- _Assignment_
From the entries that follow, copy each line containing the word "Guide".

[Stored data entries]
- - -

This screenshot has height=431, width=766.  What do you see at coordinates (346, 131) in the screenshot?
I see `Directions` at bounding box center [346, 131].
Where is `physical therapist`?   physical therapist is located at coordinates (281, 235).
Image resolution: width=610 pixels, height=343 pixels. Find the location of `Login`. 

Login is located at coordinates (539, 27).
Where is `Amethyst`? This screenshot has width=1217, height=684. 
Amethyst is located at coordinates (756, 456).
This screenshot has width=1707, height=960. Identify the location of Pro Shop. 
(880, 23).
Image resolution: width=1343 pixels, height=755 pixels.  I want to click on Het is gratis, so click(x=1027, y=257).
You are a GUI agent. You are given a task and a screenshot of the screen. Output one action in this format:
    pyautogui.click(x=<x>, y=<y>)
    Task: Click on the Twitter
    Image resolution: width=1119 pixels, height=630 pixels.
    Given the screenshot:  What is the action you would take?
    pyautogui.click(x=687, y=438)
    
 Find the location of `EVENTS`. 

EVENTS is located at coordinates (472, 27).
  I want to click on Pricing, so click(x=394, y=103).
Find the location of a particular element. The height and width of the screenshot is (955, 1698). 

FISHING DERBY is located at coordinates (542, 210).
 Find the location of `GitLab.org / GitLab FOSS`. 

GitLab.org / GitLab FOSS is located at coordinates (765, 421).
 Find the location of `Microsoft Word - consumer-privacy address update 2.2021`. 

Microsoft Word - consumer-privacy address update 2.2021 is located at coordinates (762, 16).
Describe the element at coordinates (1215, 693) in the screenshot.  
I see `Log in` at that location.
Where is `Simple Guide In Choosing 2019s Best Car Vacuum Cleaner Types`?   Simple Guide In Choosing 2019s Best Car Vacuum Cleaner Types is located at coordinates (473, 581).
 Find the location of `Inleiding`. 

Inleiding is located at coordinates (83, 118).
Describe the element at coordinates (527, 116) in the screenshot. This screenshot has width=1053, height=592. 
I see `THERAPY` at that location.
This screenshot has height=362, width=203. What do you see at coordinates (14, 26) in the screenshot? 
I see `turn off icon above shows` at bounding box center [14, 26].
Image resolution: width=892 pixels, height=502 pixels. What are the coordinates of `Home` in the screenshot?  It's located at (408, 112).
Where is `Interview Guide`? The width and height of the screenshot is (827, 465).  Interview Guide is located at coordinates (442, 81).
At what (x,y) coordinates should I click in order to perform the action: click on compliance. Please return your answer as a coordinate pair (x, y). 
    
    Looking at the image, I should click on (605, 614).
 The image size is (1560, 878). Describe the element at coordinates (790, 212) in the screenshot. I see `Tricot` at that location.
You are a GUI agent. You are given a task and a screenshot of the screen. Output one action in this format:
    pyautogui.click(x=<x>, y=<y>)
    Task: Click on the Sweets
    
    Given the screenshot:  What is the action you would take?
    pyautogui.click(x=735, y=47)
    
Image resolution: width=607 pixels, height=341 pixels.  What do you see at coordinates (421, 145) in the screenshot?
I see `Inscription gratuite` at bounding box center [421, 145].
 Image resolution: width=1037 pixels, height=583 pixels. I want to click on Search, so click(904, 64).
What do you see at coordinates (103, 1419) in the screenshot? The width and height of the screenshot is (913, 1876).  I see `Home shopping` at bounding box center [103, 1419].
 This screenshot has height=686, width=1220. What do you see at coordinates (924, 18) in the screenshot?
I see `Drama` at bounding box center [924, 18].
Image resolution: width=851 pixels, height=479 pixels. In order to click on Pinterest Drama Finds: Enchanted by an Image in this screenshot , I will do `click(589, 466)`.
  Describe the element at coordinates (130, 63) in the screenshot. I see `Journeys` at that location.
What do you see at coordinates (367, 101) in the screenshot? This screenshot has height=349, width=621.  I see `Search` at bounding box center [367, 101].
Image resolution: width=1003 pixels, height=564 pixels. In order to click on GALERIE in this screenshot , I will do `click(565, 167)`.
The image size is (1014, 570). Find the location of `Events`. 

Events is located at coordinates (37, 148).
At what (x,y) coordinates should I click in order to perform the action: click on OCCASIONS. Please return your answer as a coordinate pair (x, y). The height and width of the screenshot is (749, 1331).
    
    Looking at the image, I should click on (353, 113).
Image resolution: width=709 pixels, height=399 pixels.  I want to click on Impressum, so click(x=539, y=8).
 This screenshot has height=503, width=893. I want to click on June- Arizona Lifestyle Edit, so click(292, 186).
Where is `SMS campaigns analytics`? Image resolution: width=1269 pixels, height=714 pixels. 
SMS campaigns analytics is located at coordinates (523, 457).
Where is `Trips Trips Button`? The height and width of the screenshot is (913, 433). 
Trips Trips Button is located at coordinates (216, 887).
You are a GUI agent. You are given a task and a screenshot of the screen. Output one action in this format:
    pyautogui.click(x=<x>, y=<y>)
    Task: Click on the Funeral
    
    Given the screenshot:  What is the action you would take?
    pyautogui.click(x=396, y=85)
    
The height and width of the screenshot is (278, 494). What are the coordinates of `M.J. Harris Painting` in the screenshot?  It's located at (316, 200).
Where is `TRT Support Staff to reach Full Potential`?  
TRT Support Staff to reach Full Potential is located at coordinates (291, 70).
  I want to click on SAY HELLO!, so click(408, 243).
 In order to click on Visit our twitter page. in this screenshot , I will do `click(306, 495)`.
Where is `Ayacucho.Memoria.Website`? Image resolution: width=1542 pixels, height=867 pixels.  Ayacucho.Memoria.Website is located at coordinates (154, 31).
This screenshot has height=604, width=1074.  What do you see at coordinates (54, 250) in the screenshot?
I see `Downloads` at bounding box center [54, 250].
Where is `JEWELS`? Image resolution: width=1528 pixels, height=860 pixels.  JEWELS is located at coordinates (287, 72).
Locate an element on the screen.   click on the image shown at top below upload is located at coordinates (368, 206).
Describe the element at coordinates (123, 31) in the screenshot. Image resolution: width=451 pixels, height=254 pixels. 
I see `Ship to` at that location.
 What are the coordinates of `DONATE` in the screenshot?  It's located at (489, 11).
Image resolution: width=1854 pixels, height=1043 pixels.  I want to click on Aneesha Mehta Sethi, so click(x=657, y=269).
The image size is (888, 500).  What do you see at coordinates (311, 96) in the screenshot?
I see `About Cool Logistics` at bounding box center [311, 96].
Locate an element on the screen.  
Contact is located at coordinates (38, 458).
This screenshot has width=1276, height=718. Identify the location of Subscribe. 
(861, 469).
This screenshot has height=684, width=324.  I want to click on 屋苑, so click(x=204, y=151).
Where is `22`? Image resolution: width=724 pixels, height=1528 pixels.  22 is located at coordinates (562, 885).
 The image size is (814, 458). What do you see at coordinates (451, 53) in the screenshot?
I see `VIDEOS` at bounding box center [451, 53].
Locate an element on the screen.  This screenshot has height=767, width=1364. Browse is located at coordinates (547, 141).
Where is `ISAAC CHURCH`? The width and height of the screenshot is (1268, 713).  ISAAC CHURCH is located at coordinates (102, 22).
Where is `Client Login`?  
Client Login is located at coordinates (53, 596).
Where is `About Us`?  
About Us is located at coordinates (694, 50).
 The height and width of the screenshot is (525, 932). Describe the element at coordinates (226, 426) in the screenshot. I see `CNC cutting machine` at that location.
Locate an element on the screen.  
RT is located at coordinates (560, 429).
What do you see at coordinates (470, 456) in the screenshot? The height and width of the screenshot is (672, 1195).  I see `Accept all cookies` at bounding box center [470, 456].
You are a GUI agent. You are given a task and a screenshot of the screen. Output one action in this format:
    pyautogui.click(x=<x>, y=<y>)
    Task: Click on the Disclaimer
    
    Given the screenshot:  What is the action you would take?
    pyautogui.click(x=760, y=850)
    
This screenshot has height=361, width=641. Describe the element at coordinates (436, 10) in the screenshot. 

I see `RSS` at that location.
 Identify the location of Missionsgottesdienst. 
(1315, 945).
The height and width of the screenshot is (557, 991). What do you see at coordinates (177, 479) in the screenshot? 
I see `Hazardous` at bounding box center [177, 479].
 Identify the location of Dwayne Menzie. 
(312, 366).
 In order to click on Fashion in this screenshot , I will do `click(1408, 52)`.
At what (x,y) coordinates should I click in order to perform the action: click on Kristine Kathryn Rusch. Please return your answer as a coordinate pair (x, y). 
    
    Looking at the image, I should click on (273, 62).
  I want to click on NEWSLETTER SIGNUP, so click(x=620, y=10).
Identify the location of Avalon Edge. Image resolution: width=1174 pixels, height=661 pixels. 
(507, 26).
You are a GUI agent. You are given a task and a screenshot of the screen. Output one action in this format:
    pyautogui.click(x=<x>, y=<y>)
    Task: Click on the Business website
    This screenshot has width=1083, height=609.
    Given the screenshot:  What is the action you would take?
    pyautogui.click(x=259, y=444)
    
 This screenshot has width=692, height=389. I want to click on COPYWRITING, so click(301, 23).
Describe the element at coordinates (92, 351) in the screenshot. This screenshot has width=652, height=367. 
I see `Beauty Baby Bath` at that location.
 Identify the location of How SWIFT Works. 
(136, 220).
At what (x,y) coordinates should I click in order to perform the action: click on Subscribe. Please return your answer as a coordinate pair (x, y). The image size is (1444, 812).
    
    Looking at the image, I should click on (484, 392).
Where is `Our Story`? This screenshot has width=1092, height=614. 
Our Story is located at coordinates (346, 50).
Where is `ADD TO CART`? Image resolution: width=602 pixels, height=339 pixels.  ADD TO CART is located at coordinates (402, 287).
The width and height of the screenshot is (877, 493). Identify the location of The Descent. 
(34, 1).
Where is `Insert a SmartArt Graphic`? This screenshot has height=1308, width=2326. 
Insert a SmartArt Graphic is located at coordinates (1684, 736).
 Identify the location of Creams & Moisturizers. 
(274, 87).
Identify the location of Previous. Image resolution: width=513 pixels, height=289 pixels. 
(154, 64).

- - -

- _Result_
Where is `Simple Guide In Choosing 2019s Best Car Vacuum Cleaner Types`?   Simple Guide In Choosing 2019s Best Car Vacuum Cleaner Types is located at coordinates (473, 581).
Where is `Interview Guide`? The width and height of the screenshot is (827, 465).  Interview Guide is located at coordinates (442, 81).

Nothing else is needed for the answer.